Video 7C: Practicing Truthful and Gracious Speech

In this video, we will practice truthful and gracious speech.

People skill confidence grows through practice. We do not become warm, clear, and truthful speakers by wishing. We grow by bringing our words to Christ and practicing small faithful steps.

This week’s practice is simple: prepare one real-life message or conversation with warmth, clarity, and truth.

It may be a text you need to send.
It may be a conversation with a family member.
It may be a workplace response.
It may be a church or ministry conversation.
It may be an apology.
It may be a boundary.
It may be an encouragement you have delayed.

Start by asking four questions.

First, what is the purpose of my words?

Am I trying to encourage, clarify, repair, ask, decline, confess, set a boundary, or understand? If I do not know my purpose, my words may wander.

Second, what is happening in my inward conversation?

Am I rehearsing fear, shame, pride, resentment, approval-seeking, or the need to win? Or am I speaking to myself with truth and grace before God?

A gracious inward sentence may be: “I can be honest without attacking. I can be kind without hiding. I can be clear without controlling.”

Third, what does agape love require?

Agape love is Christ-shaped love that seeks the true good of another person before God. Agape love may soften my tone. It may shorten my message. It may help me ask a question first. It may also give me courage to say what I have been avoiding.

Fourth, what should I leave out?

Many conversations become heavier because people add too much. They add accusations, old stories, sarcasm, labels, assumptions, or spiritual language used to pressure someone.

Truthful and gracious speech is not everything I feel poured out at once. It is speech shaped by Christ.

Here is a practice sentence pattern:

“I value…”
“I noticed…”
“I feel…”
“I need…”
“I am asking…”
“I am willing…”
“I will…”
“I hope…”

For example: “I value our friendship. I noticed our last conversation became tense. I feel concerned that we misunderstood each other. I would like to talk again more slowly. I am willing to listen first.”

That is warmer and clearer than: “You always twist what I say.”

As you practice, remember the safety and scope of this course. If a situation involves abuse, coercion, threats, violence, exploitation, workplace danger, legal matters, or serious harm, do not treat one better conversation as the full solution. Seek wise outside help and appropriate protection.

Your words matter. In Christ, your words can become less reactive, less fearful, less harsh, less vague, and more full of grace and truth.

Reflection question: What real message or conversation needs warmer clarity this week?

Gentle next step: Draft one message, pray over it, remove unnecessary heat, and add one sentence of grace.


Where does the word "asterisk" occur in the entries below? Copy every line that has it.

#### Record extracts

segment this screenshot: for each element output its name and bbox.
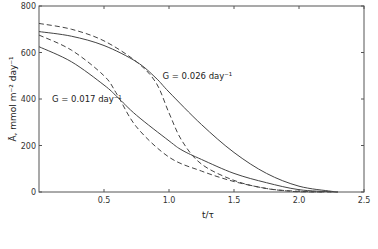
- x-tick-label: 0.5: [98, 196, 111, 205]
- annotations: G = 0.026 day⁻¹G = 0.017 day⁻¹: [52, 71, 232, 104]
- x-axis-title: t/τ: [202, 210, 214, 220]
- y-tick-label: 600: [21, 49, 36, 58]
- annotation-label: G = 0.017 day⁻¹: [52, 94, 122, 104]
- x-tick-label: 1.0: [163, 196, 176, 205]
- annotation-label: G = 0.026 day⁻¹: [163, 71, 233, 81]
- x-tick-label: 2.0: [293, 196, 306, 205]
- series-line: [39, 32, 338, 192]
- line-chart: 0200400600800 0.51.01.52.02.5 G = 0.026 …: [0, 0, 378, 249]
- x-tick-label: 2.5: [358, 196, 371, 205]
- data-series: [39, 23, 338, 192]
- x-tick-label: 1.5: [228, 196, 241, 205]
- series-line: [39, 35, 325, 192]
- series-line: [39, 23, 332, 192]
- y-tick-label: 0: [31, 188, 36, 197]
- y-axis-title: Ā, mmol m⁻² day⁻¹: [8, 56, 18, 142]
- y-tick-label: 400: [21, 95, 36, 104]
- x-axis-ticks: 0.51.01.52.02.5: [98, 6, 371, 205]
- series-line: [39, 47, 338, 192]
- y-tick-label: 200: [21, 142, 36, 151]
- y-tick-label: 800: [21, 2, 36, 11]
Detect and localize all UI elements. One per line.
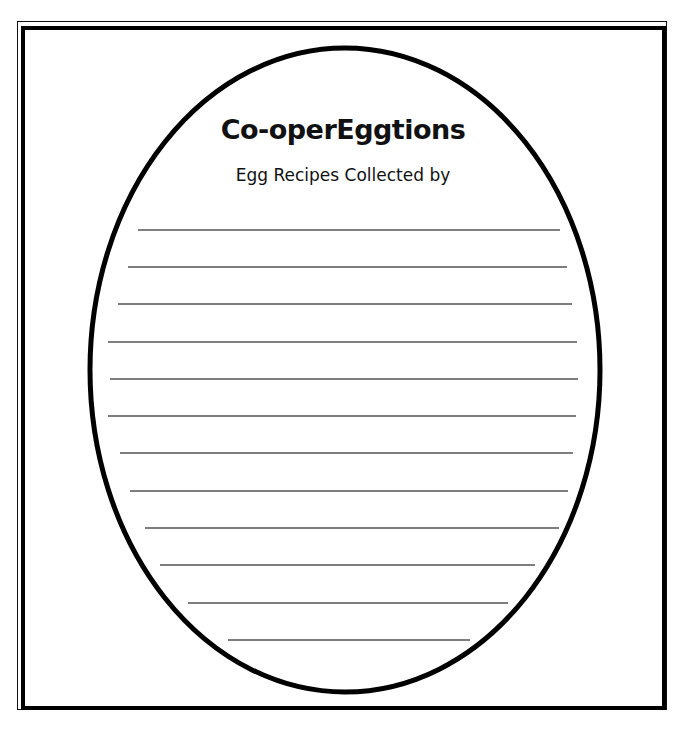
page-title: Co-operEggtions: [0, 114, 686, 145]
egg-outline-with-lines: [0, 0, 686, 729]
writing-lines: [108, 230, 578, 640]
page-subtitle: Egg Recipes Collected by: [0, 165, 686, 185]
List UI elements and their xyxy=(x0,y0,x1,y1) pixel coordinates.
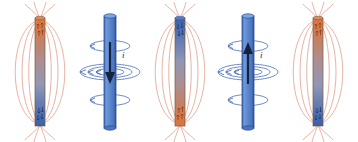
bar-magnet-2-svg xyxy=(140,0,220,142)
current-label-1: i xyxy=(122,50,125,60)
figure-canvas: i xyxy=(0,0,358,142)
bar-magnet-3-svg xyxy=(278,0,358,142)
panel-solenoid-1: i xyxy=(78,0,144,142)
panel-bar-magnet-1 xyxy=(0,0,80,142)
panel-bar-magnet-2 xyxy=(140,0,220,142)
magnet-body-1 xyxy=(35,16,45,126)
solenoid-1-svg: i xyxy=(78,0,144,142)
panel-solenoid-2: i xyxy=(216,0,282,142)
solenoid-2-svg: i xyxy=(216,0,282,142)
panel-bar-magnet-3 xyxy=(278,0,358,142)
current-label-2: i xyxy=(260,50,263,60)
magnet-body-3 xyxy=(313,16,323,126)
bar-magnet-1-svg xyxy=(0,0,80,142)
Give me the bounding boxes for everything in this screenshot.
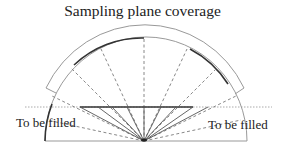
inner-arc-dark-upper-left xyxy=(74,38,144,65)
outer-band-arc xyxy=(46,25,244,88)
inner-arc-dark-upper-right xyxy=(190,49,228,84)
outer-band-left-cap xyxy=(46,88,56,93)
label-right: To be filled xyxy=(208,117,268,133)
outer-band-right-cap xyxy=(235,88,244,94)
apex-point xyxy=(141,138,147,141)
diagram-title: Sampling plane coverage xyxy=(0,2,285,20)
solid-rays xyxy=(80,107,208,141)
label-left: To be filled xyxy=(16,115,76,131)
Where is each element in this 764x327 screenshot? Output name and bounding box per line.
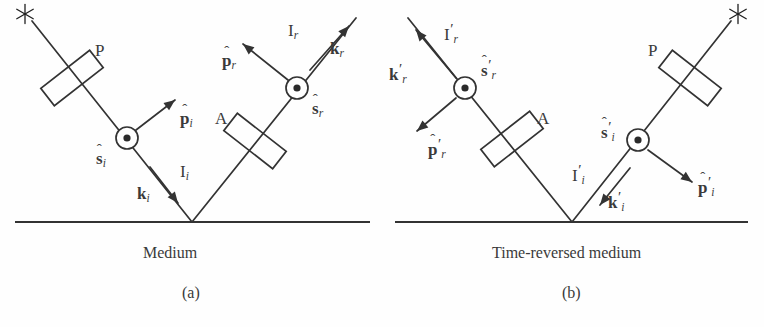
p-hat-r-arrow-label-a: p̂r bbox=[222, 52, 236, 72]
intensity-reflected-prime-b: I′r bbox=[444, 22, 458, 46]
medium-caption-text: Medium bbox=[143, 244, 197, 261]
p-hat-i-prime-arrow-label-b: p̂′i bbox=[698, 175, 714, 199]
subscript: r bbox=[319, 107, 323, 119]
asterisk-source-b bbox=[730, 5, 746, 24]
subscript: r bbox=[453, 33, 457, 45]
subscript: r bbox=[294, 29, 298, 41]
symbol: I bbox=[572, 166, 578, 185]
polarizer-b-body[interactable] bbox=[659, 50, 721, 106]
vector-symbol: p bbox=[222, 51, 231, 70]
k-r-arrow-label-a: kr bbox=[330, 40, 344, 60]
p-hat-i-arrow-label-a: p̂i bbox=[180, 110, 193, 130]
p-hat-i-prime-arrow-head-b bbox=[680, 172, 692, 182]
subscript: i bbox=[611, 131, 614, 143]
symbol: I bbox=[444, 25, 450, 44]
analyzer-a-body[interactable] bbox=[224, 113, 286, 169]
subscript: r bbox=[402, 73, 406, 85]
s-hat-i-label-a: ŝi bbox=[96, 150, 106, 170]
k-i-prime-arrow-label-b: k′i bbox=[608, 190, 624, 214]
panel-label-a: (a) bbox=[182, 285, 200, 301]
analyzer-label-a: A bbox=[215, 110, 227, 127]
vector-symbol: p bbox=[180, 109, 189, 128]
p-hat-i-arrow-head-a bbox=[163, 100, 175, 110]
s-hat-r-prime-label-b: ŝ′r bbox=[481, 58, 496, 82]
subscript: r bbox=[339, 47, 343, 59]
s-hat-r-a[interactable] bbox=[286, 77, 308, 99]
subscript: i bbox=[621, 201, 624, 213]
subscript: i bbox=[103, 157, 106, 169]
analyzer-label-text: A bbox=[215, 109, 227, 128]
analyzer-label-text: A bbox=[537, 109, 549, 128]
vector-symbol: s bbox=[601, 123, 608, 142]
vector-symbol: p bbox=[428, 140, 437, 159]
intensity-incident-prime-b: I′i bbox=[572, 163, 585, 187]
subscript: i bbox=[711, 186, 714, 198]
analyzer-a[interactable] bbox=[224, 113, 286, 169]
subscript: r bbox=[491, 69, 495, 81]
k-r-prime-arrow-label-b: k′r bbox=[389, 62, 407, 86]
polarizer-b[interactable] bbox=[659, 50, 721, 106]
figure-root: PAŝiŝrp̂ip̂rkikrIiIrMedium(a)APŝ′rŝ′… bbox=[0, 0, 764, 327]
medium-caption-text: Time-reversed medium bbox=[492, 244, 641, 261]
subscript: i bbox=[186, 170, 189, 182]
medium-caption-b: Time-reversed medium bbox=[492, 245, 641, 261]
s-hat-r-prime-b[interactable] bbox=[454, 77, 476, 99]
s-hat-i-a-dot bbox=[123, 134, 130, 141]
intensity-reflected-a: Ir bbox=[288, 22, 298, 42]
subscript: i bbox=[581, 174, 584, 186]
s-hat-i-prime-label-b: ŝ′i bbox=[601, 120, 615, 144]
vector-symbol: p bbox=[698, 178, 707, 197]
panel-label-b: (b) bbox=[562, 285, 581, 301]
s-hat-i-a[interactable] bbox=[116, 127, 138, 149]
subscript: i bbox=[146, 192, 149, 204]
s-hat-r-a-dot bbox=[293, 84, 300, 91]
polarizer-label-a: P bbox=[95, 42, 104, 59]
panel-letter-text: (a) bbox=[182, 284, 200, 301]
k-i-arrow-label-a: ki bbox=[137, 185, 150, 205]
incident-beam-a bbox=[32, 21, 192, 222]
subscript: i bbox=[189, 117, 192, 129]
s-hat-r-label-a: ŝr bbox=[312, 100, 323, 120]
intensity-incident-a: Ii bbox=[180, 163, 189, 183]
polarizer-label-text: P bbox=[95, 41, 104, 60]
p-hat-r-arrow-head-a bbox=[243, 44, 254, 54]
p-hat-r-prime-arrow-label-b: p̂′r bbox=[428, 137, 446, 161]
vector-symbol: s bbox=[481, 61, 488, 80]
subscript: r bbox=[441, 148, 445, 160]
medium-caption-a: Medium bbox=[143, 245, 197, 261]
analyzer-label-b: A bbox=[537, 110, 549, 127]
subscript: r bbox=[231, 59, 235, 71]
s-hat-i-prime-b-dot bbox=[634, 136, 641, 143]
vector-symbol: s bbox=[312, 99, 319, 118]
asterisk-source-a bbox=[17, 5, 33, 24]
s-hat-i-prime-b[interactable] bbox=[627, 129, 649, 151]
diagram-vector-layer bbox=[15, 5, 748, 223]
vector-symbol: s bbox=[96, 149, 103, 168]
s-hat-r-prime-b-dot bbox=[461, 84, 468, 91]
polarizer-label-text: P bbox=[648, 41, 657, 60]
polarizer-label-b: P bbox=[648, 42, 657, 59]
panel-letter-text: (b) bbox=[562, 284, 581, 301]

########

■ Your solution ■
asterisk-source-b bbox=[730, 5, 746, 24]
asterisk-source-a bbox=[17, 5, 33, 24]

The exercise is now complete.